Gillan has long been interested in literary responses to the “typical American” as depicted in sitcoms of the late 1950s. Shows such as Leave it to Beaver (1957-1963) and Father Knows Best (1954–1960) present nurturing nuclear families that are “often idealized by contemporary Americans anxious about their experiences with family conflicts and complexities,” she says. “By analyzing literary and cinematic responses to TV sitcom presentations of familial norms, we find how entrenched these ideals are in today’s society – and how untrue they are.”
An Expanded Lens
Among other topics, Sitcom Nation students study how directors wield the camera and other tools of the trade to convey messages about, say, characters’ motivations. An early assignment is writing an analysis of a show’s opening credits: the order and settings in which characters are shown.
In Father Knows Best, for example, an upper-middle-class family man stands tall in his suburban home. The wife looks up at him adoringly, while the couple’s children gaze down from a staircase. Students compare this opening sequence to that of the sitcom Roseanne (1988–1997), whose main characters sit around the table in a modestly appointed kitchen and interact as equals.
“I’ll never again watch a TV show without thinking about what is being communicated through a particular camera angle,” says Danielle (Dani) Brehm ’11, who majors in Management and Liberal Studies with a concentration in Media Arts and Society. She examined the opening credits of The West Wing (1999 -2006).
“The characters are shown, one by one, through a waving American flag with patriotic music playing,” she says. “The pattern of the images connects them to each other, hinting at the quasi-family they become through their work.”
Another student, Computer Information Systems major Omar Almadani ’12, analyzed the film Kramer vs. Kramer (1979) for a paper.
“I focused on how the director showed the audience how time passes,” he says of the two- to three-year time frame that unfolds in the two-hour movie. “For instance, long shots let viewers see the weather changing. I’ve come to see sitcoms and films as another type of literature that you can study to catch revealing details.”
Divorce and Other Demons
The course can be especially compelling for international students such as Alamandi, who grew up in Kuwait, is of Palestinian heritage, and identifies as Arab. He appreciates his newfound skills in “extracting information from a television show or a movie, using that information to relate the show to the culture of the time, and considering how these cultural norms have evolved in the U.S.”
Consider gender roles, which Almadani viewed through the lens of Leave it to Beaver and Buffy the Vampire Slayer (1997-2003), among others.
“In earlier sitcoms, the woman is usually shown in the kitchen and caring for the children; her playground is only in the home. The man’s playground is the rest of the world,” reports Alamandi, who came to the U.S. in 2008 to attend Bentley. “Today you see more diversity of gender roles. Buffy shows a single mother earning a living; it also shows a teenage girl fighting demons and winning.”
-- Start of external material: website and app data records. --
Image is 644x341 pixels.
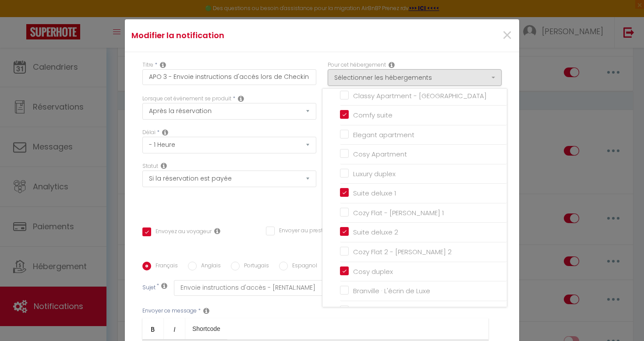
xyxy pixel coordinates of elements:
i: Action Time [162,129,168,136]
span: Luxury duplex [353,169,396,178]
label: Titre [143,61,154,69]
a: Italic [164,318,185,340]
label: Délai [143,128,156,137]
button: Sélectionner les hébergements [328,69,502,86]
i: Booking status [161,162,167,169]
label: Pour cet hébergement [328,61,386,69]
i: Envoyer au voyageur [214,228,221,235]
i: Title [160,61,166,69]
label: Espagnol [288,261,317,271]
label: Portugais [240,261,269,271]
a: Bold [143,318,164,340]
span: Cosy duplex [353,267,393,276]
a: Shortcode [185,318,228,340]
i: Subject [161,282,167,289]
label: Lorsque cet événement se produit [143,94,232,103]
label: Anglais [197,261,221,271]
span: Classy Apartment - [GEOGRAPHIC_DATA] [353,91,487,100]
label: Français [151,261,178,271]
i: Message [203,307,210,314]
button: Close [502,26,513,45]
label: Sujet [143,284,156,293]
h4: Modifier la notification [132,29,382,42]
i: Event Occur [238,95,244,102]
span: × [502,22,513,49]
span: Cozy Flat - [PERSON_NAME] 1 [353,208,444,217]
i: This Rental [389,61,395,69]
label: Statut [143,162,158,170]
label: Envoyer ce message [143,307,197,315]
span: Elegant apartment [353,130,414,139]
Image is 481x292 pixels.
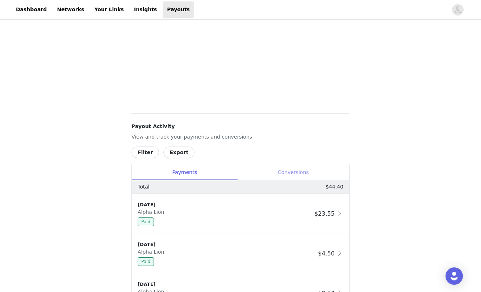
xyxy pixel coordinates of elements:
[454,4,461,16] div: avatar
[131,147,159,158] button: Filter
[52,1,88,18] a: Networks
[138,249,167,255] span: Alpha Lion
[138,281,315,288] div: [DATE]
[138,209,167,215] span: Alpha Lion
[131,133,349,141] p: View and track your payments and conversions
[237,164,349,181] div: Conversions
[314,210,334,217] span: $23.55
[138,218,154,226] span: Paid
[162,1,194,18] a: Payouts
[138,183,149,191] p: Total
[90,1,128,18] a: Your Links
[130,1,161,18] a: Insights
[138,241,315,248] div: [DATE]
[325,183,343,191] p: $44.40
[132,234,349,274] div: clickable-list-item
[132,194,349,234] div: clickable-list-item
[132,164,237,181] div: Payments
[163,147,194,158] button: Export
[12,1,51,18] a: Dashboard
[445,267,463,285] div: Open Intercom Messenger
[131,123,349,130] h4: Payout Activity
[138,201,311,208] div: [DATE]
[318,250,334,257] span: $4.50
[138,257,154,266] span: Paid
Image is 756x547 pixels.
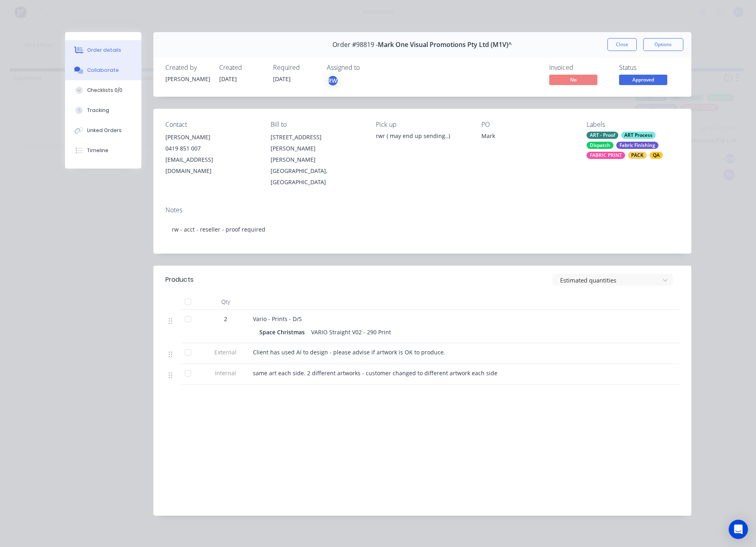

As American culture changes, so too does Sitcom Nation. Gillian keeps the syllabus attuned to current social issues such as same-sex parenting (Modern Family) and bullying (Glee).
The core aim, she says, is to expand students’ world view. “It’s so important for students to stay aware of how their experience isn’t the whole. At the same time, I hope they recognize how connected we are, even though our individual experiences are very different.”